Ringfort (Rath), Pallas, Co. Galway
Co. Galway |
Ringforts
Between a hill and a gentle rise in the Galway grasslands at Pallas, a circular earthwork sits in a state of quiet disintegration, its outline still just legible in the landscape if you know where to look.
This is a rath, the most common type of early medieval settlement monument in Ireland, typically a farmstead enclosed by one or more earthen banks and ditches. What makes this one worth a second glance is precisely its ambiguity: only partially surviving, it occupies that awkward category of archaeological sites that are neither dramatic enough to draw crowds nor so eroded as to have vanished entirely.
The monument measures roughly 29 metres in diameter and is defined by a scarp, the sloped edge of what was once a more pronounced bank, and an external fosse, which is simply the ditch that would have encircled the enclosure.
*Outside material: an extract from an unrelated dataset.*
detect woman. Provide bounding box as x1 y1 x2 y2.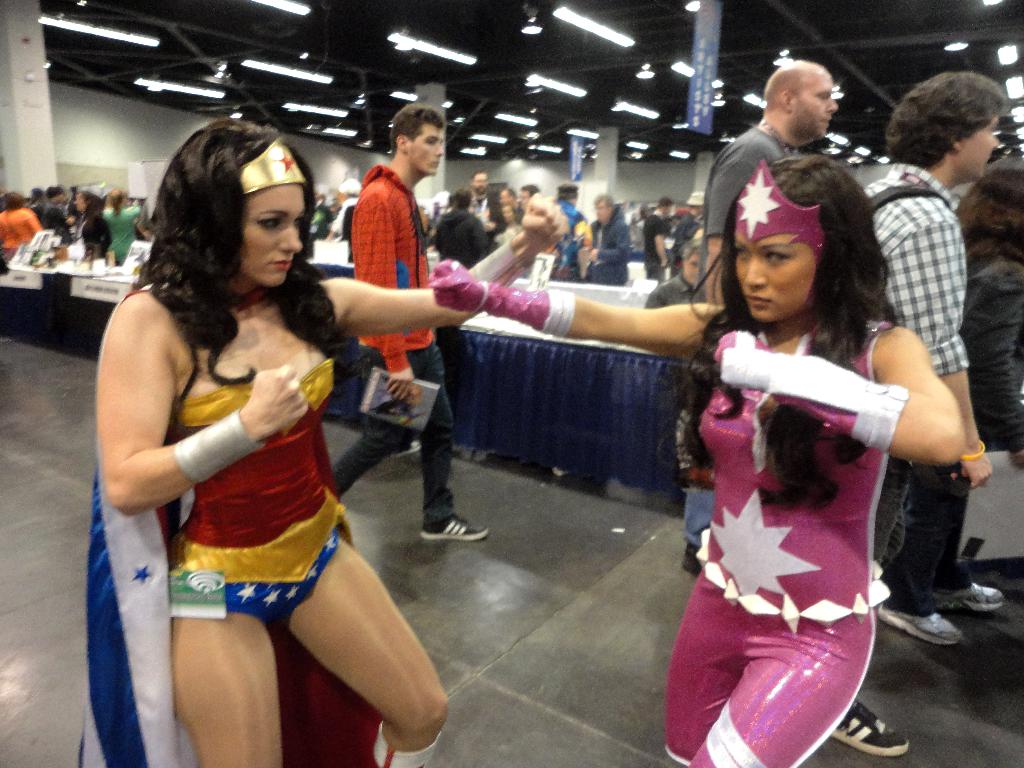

The fosse remains visible along the south-eastern to western arc, suggesting that erosion and agricultural activity have been kinder to that portion than to the rest. A field bank cuts across the monument from north-east to south-east, the kind of later intrusion that speaks to centuries of farming carried on without much regard for what lay underfoot. Sitting on a low hillock in undulating grassland, the rath would once have commanded a modest but useful view of the surrounding terrain, a practical consideration for whoever farmed and lived within it during the early medieval period.